Depression in Old Age Associated With Cognitive Decline, Dementia
Depression in older adults has been found to be associated with an increased risk of cognitive decline and dementia.
3 to 63 percent of people with mild cognitive impairment show signs of depression, according to a new study. Other studies have shown that people who suffer from depression are at increased risk of developing dementia. However, why depression leads to dementia hasn't been cleared yet.
According to the National Institute of Mental Health, the risk of depression in the elderly increases with illness or when they lose ability to function independently. An estimated 1 to 5 percent of old people living in community centers suffer from major depression. The rate of depression increases to 13.5 percent in old people who require home healthcare and to 11.5 percent in elderly hospital patients.
The research included 2,160 community-dwelling Medicare recipients. Researchers led by Edo Richard, M.D., Ph.D., of the University of Amsterdam, the Netherlands evaluated the association between depression that sets later in life and incidence of mild cognitive impairment along with dementia.
Researchers found that depression was associated with mild cognitive impairment and dementia. People with mild cognitive impairment along with depression were at higher risk of dementia, especially vascular dementia, but not Alzheimer's disease.
"We found that depression was related to a higher risk of prevalent MCI and dementia, incident dementia, and progression from prevalent MCI to dementia, but not to incident MCI," the authors said.
"Our finding that depression was associated cross sectionally with both MCI and dementia and longitudinally only with dementia suggests that depression develops with the transition from normal cognition to dementia," the authors concluded.
The study is published in JAMA Neurology.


> _The task_
Each line below must be transcribed exactly, and no picture may appear in the transcription.

*** Stored data

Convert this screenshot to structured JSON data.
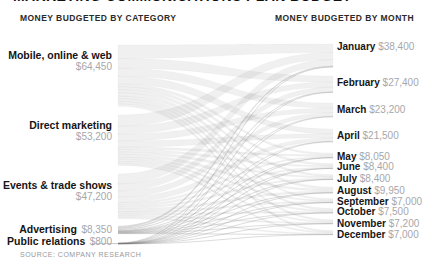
{
  "page": {
    "clipped_title": "MARKETING COMMUNICATIONS PLAN BUDGET"
  },
  "headers": {
    "left": "MONEY BUDGETED BY CATEGORY",
    "right": "MONEY BUDGETED BY MONTH"
  },
  "source_note": "SOURCE: COMPANY RESEARCH",
  "colors": {
    "flow": "#8c8c8c",
    "flow_edge": "#6f6f6f",
    "label": "#151515",
    "value": "#a7a7ab",
    "header": "#2a2a2a",
    "source": "#98989c"
  },
  "chart_data": {
    "type": "sankey",
    "orientation": "left-to-right",
    "left_axis_title": "MONEY BUDGETED BY CATEGORY",
    "right_axis_title": "MONEY BUDGETED BY MONTH",
    "total": 174000,
    "flow_allocation": "proportional (individual flow values not labeled in chart)",
    "categories": [
      {
        "label": "Mobile, online & web",
        "value": 64450,
        "value_label": "$64,450"
      },
      {
        "label": "Direct marketing",
        "value": 53200,
        "value_label": "$53,200"
      },
      {
        "label": "Events & trade shows",
        "value": 47200,
        "value_label": "$47,200"
      },
      {
        "label": "Advertising",
        "value": 8350,
        "value_label": "$8,350"
      },
      {
        "label": "Public relations",
        "value": 800,
        "value_label": "$800"
      }
    ],
    "months": [
      {
        "label": "January",
        "value": 38400,
        "value_label": "$38,400"
      },
      {
        "label": "February",
        "value": 27400,
        "value_label": "$27,400"
      },
      {
        "label": "March",
        "value": 23200,
        "value_label": "$23,200"
      },
      {
        "label": "April",
        "value": 21500,
        "value_label": "$21,500"
      },
      {
        "label": "May",
        "value": 8050,
        "value_label": "$8,050"
      },
      {
        "label": "June",
        "value": 8400,
        "value_label": "$8,400"
      },
      {
        "label": "July",
        "value": 8400,
        "value_label": "$8,400"
      },
      {
        "label": "August",
        "value": 9950,
        "value_label": "$9,950"
      },
      {
        "label": "September",
        "value": 7000,
        "value_label": "$7,000"
      },
      {
        "label": "October",
        "value": 7500,
        "value_label": "$7,500"
      },
      {
        "label": "November",
        "value": 7200,
        "value_label": "$7,200"
      },
      {
        "label": "December",
        "value": 7000,
        "value_label": "$7,000"
      }
    ]
  }
}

******

> _Answer box_
Convert this screenshot to structured JSON data.
{
  "page": {
    "clipped_title": "MARKETING COMMUNICATIONS PLAN BUDGET"
  },
  "headers": {
    "left": "MONEY BUDGETED BY CATEGORY",
    "right": "MONEY BUDGETED BY MONTH"
  },
  "source_note": "SOURCE: COMPANY RESEARCH",
  "colors": {
    "flow": "#8c8c8c",
    "flow_edge": "#6f6f6f",
    "label": "#151515",
    "value": "#a7a7ab",
    "header": "#2a2a2a",
    "source": "#98989c"
  },
  "chart_data": {
    "type": "sankey",
    "orientation": "left-to-right",
    "left_axis_title": "MONEY BUDGETED BY CATEGORY",
    "right_axis_title": "MONEY BUDGETED BY MONTH",
    "total": 174000,
    "flow_allocation": "proportional (individual flow values not labeled in chart)",
    "categories": [
      {
        "label": "Mobile, online & web",
        "value": 64450,
        "value_label": "$64,450"
      },
      {
        "label": "Direct marketing",
        "value": 53200,
        "value_label": "$53,200"
      },
      {
        "label": "Events & trade shows",
        "value": 47200,
        "value_label": "$47,200"
      },
      {
        "label": "Advertising",
        "value": 8350,
        "value_label": "$8,350"
      },
      {
        "label": "Public relations",
        "value": 800,
        "value_label": "$800"
      }
    ],
    "months": [
      {
        "label": "January",
        "value": 38400,
        "value_label": "$38,400"
      },
      {
        "label": "February",
        "value": 27400,
        "value_label": "$27,400"
      },
      {
        "label": "March",
        "value": 23200,
        "value_label": "$23,200"
      },
      {
        "label": "April",
        "value": 21500,
        "value_label": "$21,500"
      },
      {
        "label": "May",
        "value": 8050,
        "value_label": "$8,050"
      },
      {
        "label": "June",
        "value": 8400,
        "value_label": "$8,400"
      },
      {
        "label": "July",
        "value": 8400,
        "value_label": "$8,400"
      },
      {
        "label": "August",
        "value": 9950,
        "value_label": "$9,950"
      },
      {
        "label": "September",
        "value": 7000,
        "value_label": "$7,000"
      },
      {
        "label": "October",
        "value": 7500,
        "value_label": "$7,500"
      },
      {
        "label": "November",
        "value": 7200,
        "value_label": "$7,200"
      },
      {
        "label": "December",
        "value": 7000,
        "value_label": "$7,000"
      }
    ]
  }
}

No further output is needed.